* [Activity] Restate exactly, and only, the lines from the one with "This screenshot has height=392, width=538." through the end of the data, with both of those end lines kept. Drop any pictures.

(Saved entries)

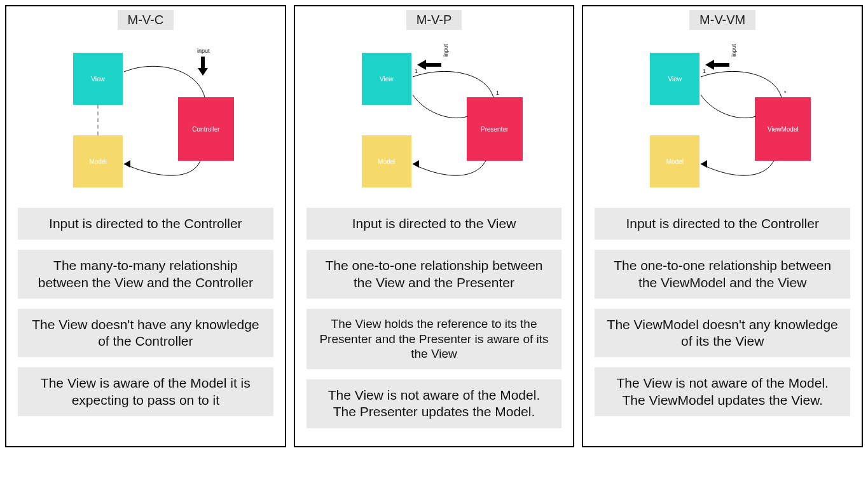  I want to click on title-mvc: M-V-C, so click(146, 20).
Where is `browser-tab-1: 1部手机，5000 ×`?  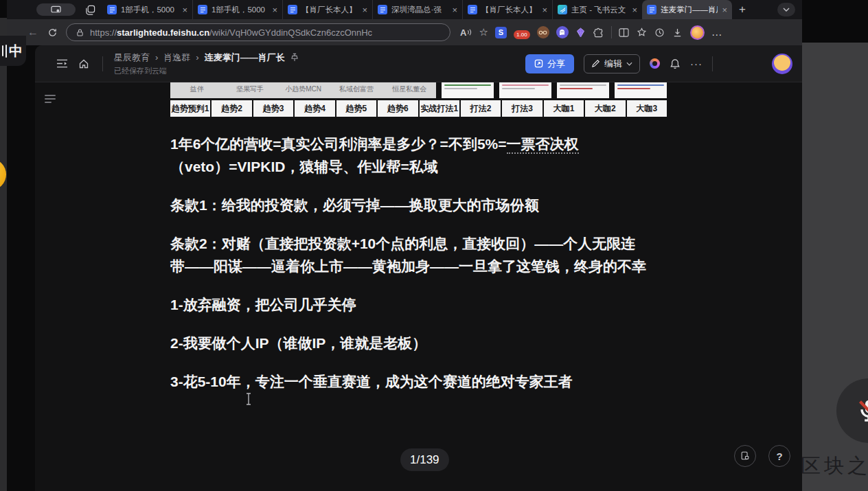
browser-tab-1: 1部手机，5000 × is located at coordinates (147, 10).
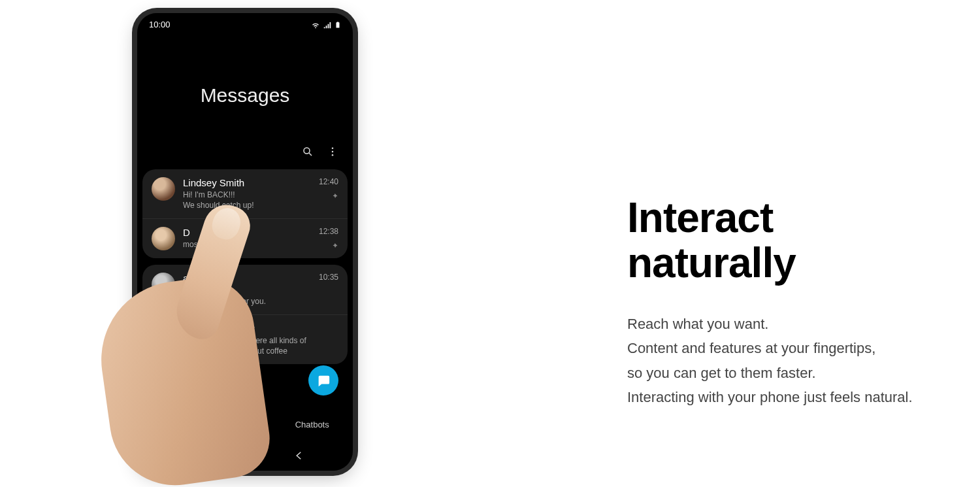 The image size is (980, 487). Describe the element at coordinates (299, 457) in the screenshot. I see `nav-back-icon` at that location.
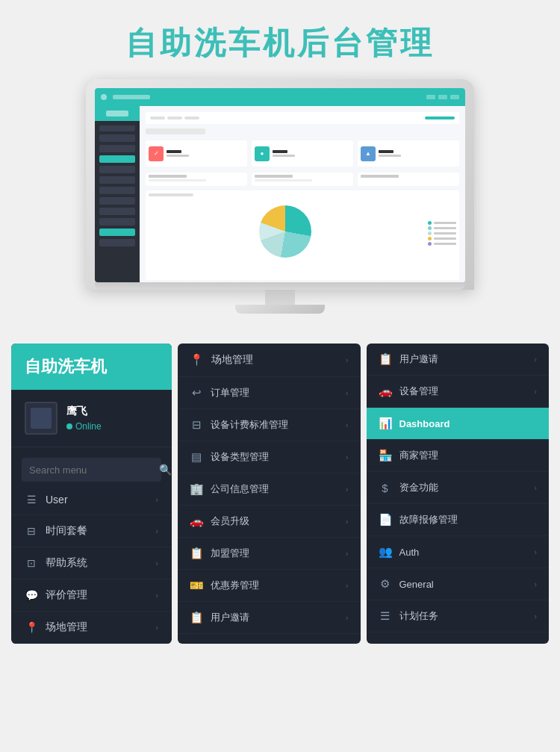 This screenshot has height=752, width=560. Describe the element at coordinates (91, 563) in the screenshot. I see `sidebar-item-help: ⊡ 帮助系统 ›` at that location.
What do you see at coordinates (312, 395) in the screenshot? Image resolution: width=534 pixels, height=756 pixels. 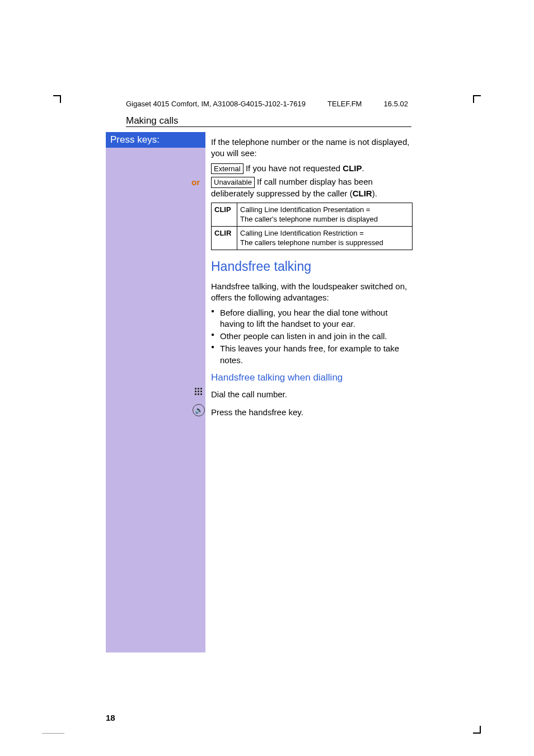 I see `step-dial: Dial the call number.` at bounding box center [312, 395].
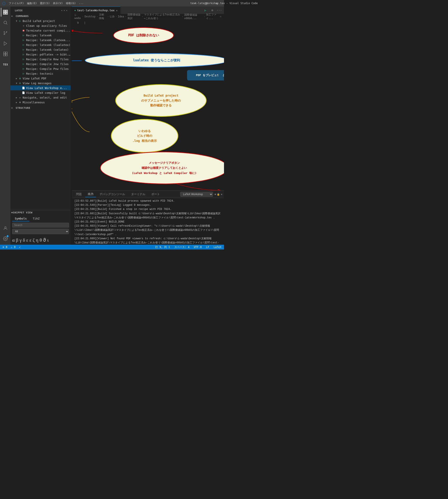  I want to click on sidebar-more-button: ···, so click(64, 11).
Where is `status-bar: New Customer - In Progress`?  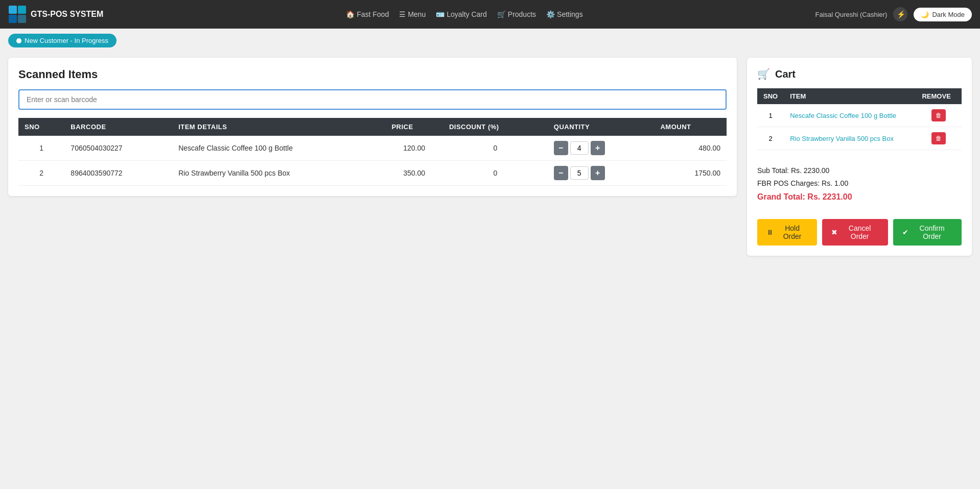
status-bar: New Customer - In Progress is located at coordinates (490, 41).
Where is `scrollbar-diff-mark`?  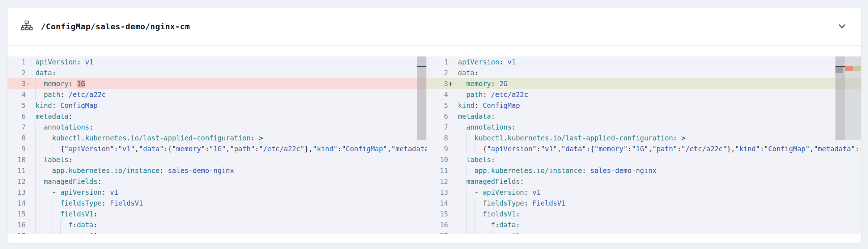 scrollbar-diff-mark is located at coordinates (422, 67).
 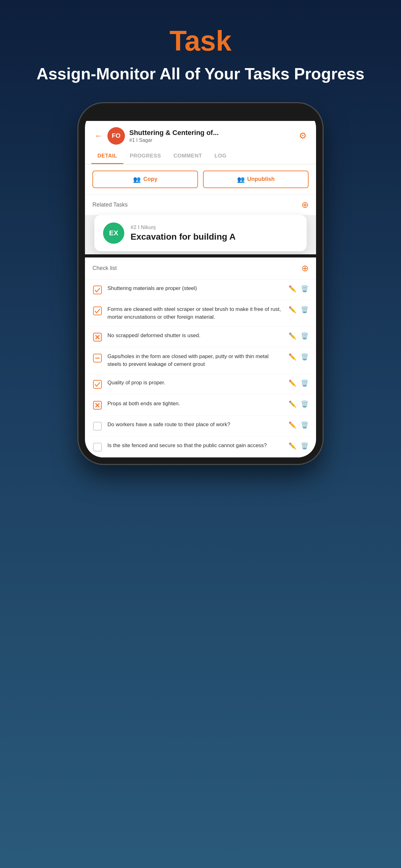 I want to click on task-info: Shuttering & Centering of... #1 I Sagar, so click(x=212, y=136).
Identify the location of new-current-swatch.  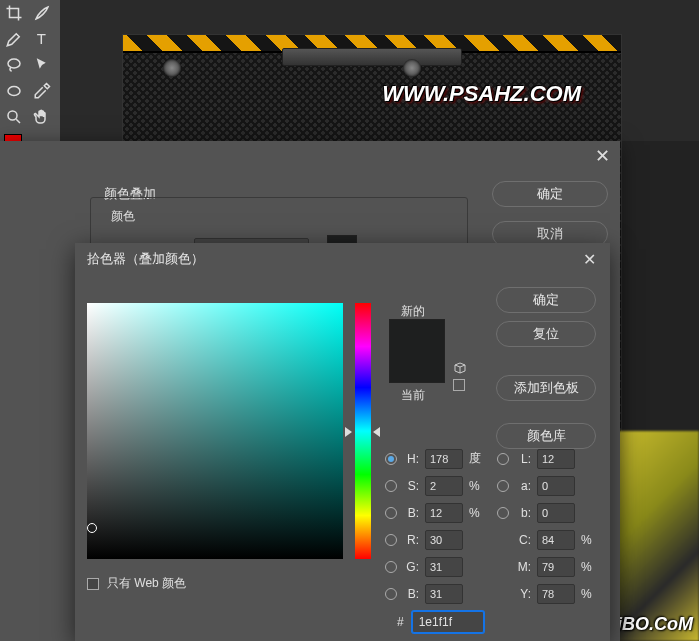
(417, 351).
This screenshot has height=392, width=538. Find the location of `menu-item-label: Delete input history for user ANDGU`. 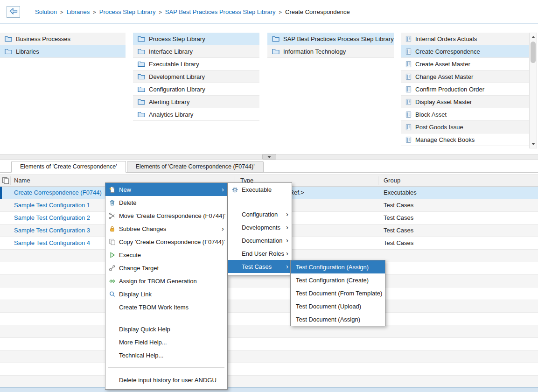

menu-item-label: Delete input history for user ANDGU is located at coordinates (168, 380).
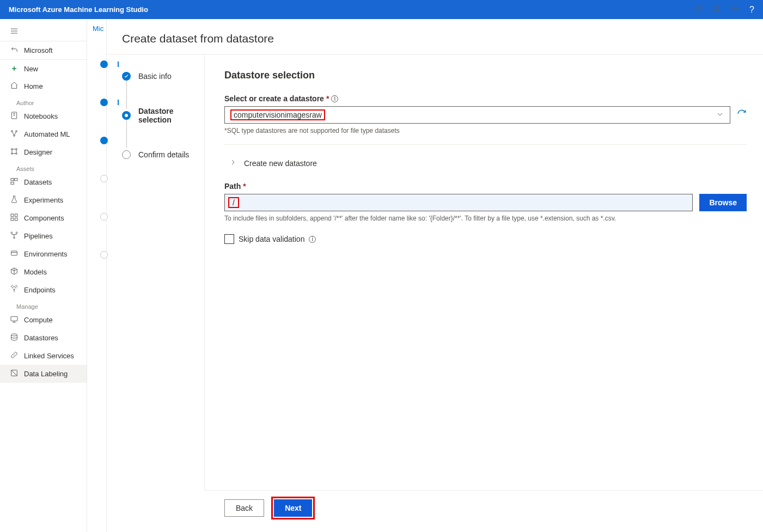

* [Task answer]
This screenshot has height=392, width=538. Find the location of `menu-item-label: Delete input history for user ANDGU`. 

menu-item-label: Delete input history for user ANDGU is located at coordinates (168, 380).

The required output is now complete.